A/N: Getting back into the swing of things makes me write things I haven't done much before - like Charles POV (talking about a challenge...). I hope it's enjoyable to read. Don't hesitate to review, I LOVE reviews!
1.
When the night comes and she is in bed (her blankets pulled up to her chin and her legs pulled up to her chest) she worries. Slivers of thoughts about Thomas so bitter and lonely now Sarah O'Brien has left. About the Dowager who is getting frailer day by day, how it seems to affect Lady Mary most. She worries about the empty nursery in the Bates's cottage.
Mostly she worries about him.
She sees how his step is getting that bit slower, she hears how his bones creak late at night when they go over the books one more time. How he peers at the numbers. They both need glasses, just to read - they tell themselves. When they sit together in church and he keeps up the book of hymns, she has to lean against his arm to see the words.
This past winter they held onto each other, close, tight, as they navigated through the snow and frozen puddles. She rubbed his shoulders when they got back, her bare hands on his forearms to get warm, to drive the bitterness from his muscles before he had to go up to serve the family.
The family. The only one he's ever known.
The words had struck her harder than a slap. She had thought that by now they could call each other that, that they together were a family, a broken one, one that dealt with wayward children, with upset and self denial. To think he felt closer to them upstairs had stung. The words seemed to have had little hands that grabbed onto her heart and squeezed and she had almost lost the ability to breath when she had finally come to the sanctity of her lonely room.
She worries about him because the world they were raised in, are used to, is changing fast. Her girls want to wear colour on their lips and cheeks and she lets them in the weekends, because fighting it is futile. She knows she needs to pick her battles. Tries to help him navigate through his (a footman wanting to court the baker's daughter or pretty dairymaids that stand waiting for them outside on sunny spring evenings after dinner, hallboys saving up for bicycles and cinema tickets).
He dozes off at night, his glass of port wine lowering into his lap and she has been fast enough, has always caught it, but she is getting older too. She fears her next birthday, his. She no longer knows what to buy him - contemplates those reading glasses for a moment, lets out a stifled chuckle. This next birthday will mark as the one most men stop working, but she knows he won't.
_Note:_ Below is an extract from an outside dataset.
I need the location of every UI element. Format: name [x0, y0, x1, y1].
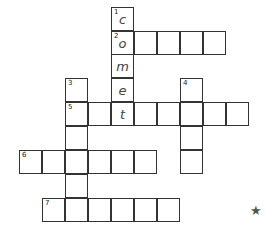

The nights she was in this same bed, awake the whole night, thinking how maybe they could be together one day, that maybe he worried about her on the other side of the wall and that instead of worrying they could comfort each other. Nights she laid awake, fantasizing how his embrace might feel warm and how he would smell - she knows, it's his shaving cream, his soap, pommade - how perhaps he might even have taken her to his bed, maybe would have worshipped her with his body.
2.
When he wakes, he worries. About the wine delivery that should be coming in the afternoon, but was late the last two times. About Alfred who he is trying to teach all he knows, but is found more in the kitchens than polishing the silver. He worries about his Lordship feeling left out - he sees it, hears it, nothing much gets past him.
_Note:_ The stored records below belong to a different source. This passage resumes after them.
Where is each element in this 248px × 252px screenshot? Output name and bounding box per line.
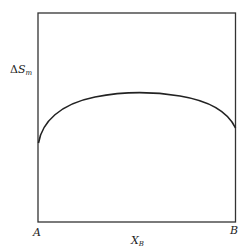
endpoint-label-a: A — [33, 227, 41, 238]
x-axis-label: XB — [131, 235, 144, 248]
entropy-curve — [39, 93, 236, 143]
chart-canvas — [0, 0, 248, 252]
plot-frame — [38, 13, 236, 222]
y-axis-label: ΔSm — [10, 64, 32, 77]
endpoint-label-b: B — [230, 225, 238, 236]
He worries about her the most.
He can hear her shuffling through her room in the middle of the night, it wakes him as surely as it would if she were right next to him in his bed. He pushes thoughts of her being so close away, pushes away the memory of the soft skin of her hand on his arm. He doesn't want to think about these things, but he can't stop and it makes him irritable, unstable.
He is worried because sometimes she gets distracted and doesn't hear the bell, doesn't hear when someone addresses her. He is certain it's not because she is losing her hearing - she can hear a mouse tripling through the store cupboard, hears the gossip in the smallest of whispers between her maids.
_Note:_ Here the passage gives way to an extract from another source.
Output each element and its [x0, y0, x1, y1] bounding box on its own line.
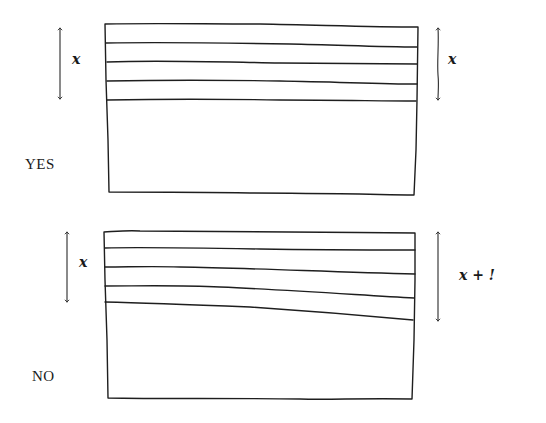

He is worried because she has gotten too attached to her charges, that she is softer now. She goes out with Thomas when he smokes his cigarettes so he has someone to talk to now Miss O'Brien has left. Has Anna in her parlour for long half hours. She even speaks with Lady Mary on occasion without coming back filled with bitterness.
He sees that she misses Miss O'Brien, he had never really noticed it before, but the pair shared a love of dark humor, of a bit of gossip, had a dislike for incompetence - though she always hid it better than Miss O'Brien.
The winter was harsh on the pair of them, they had held onto each other on the short trips they had made - church, the village for errands on half days. Having her on his arm had felt good. Comfortable. He had wanted to hold her for a long time after they would come in again, had wanted to help her out of more than her coat and he knew he could never share these desirous thoughts with her.
He is worried because his birthday is coming up and Lady Mary and Mr Branson will ask him to take up retirement. He has been thinking about it for almost a year now. He feels he doesn't have much of a choice. He knows they can't truly afford him, or anyone in his place. He has enough put by, he has been promised a cottage on the grounds when he was first promoted to his current position. He doesn't have to stay on.
Life is changing. Service is changing and he doesn't want to fight anymore, even though he knows full well she fights half his battles for him. He is tired. His bones creak, his muscles protest. But he doesn't want to leave her. Doesn't want to think of a life without her close to him. Doesn't want to be in bed without knowing she is in a comparable one, not two feet away.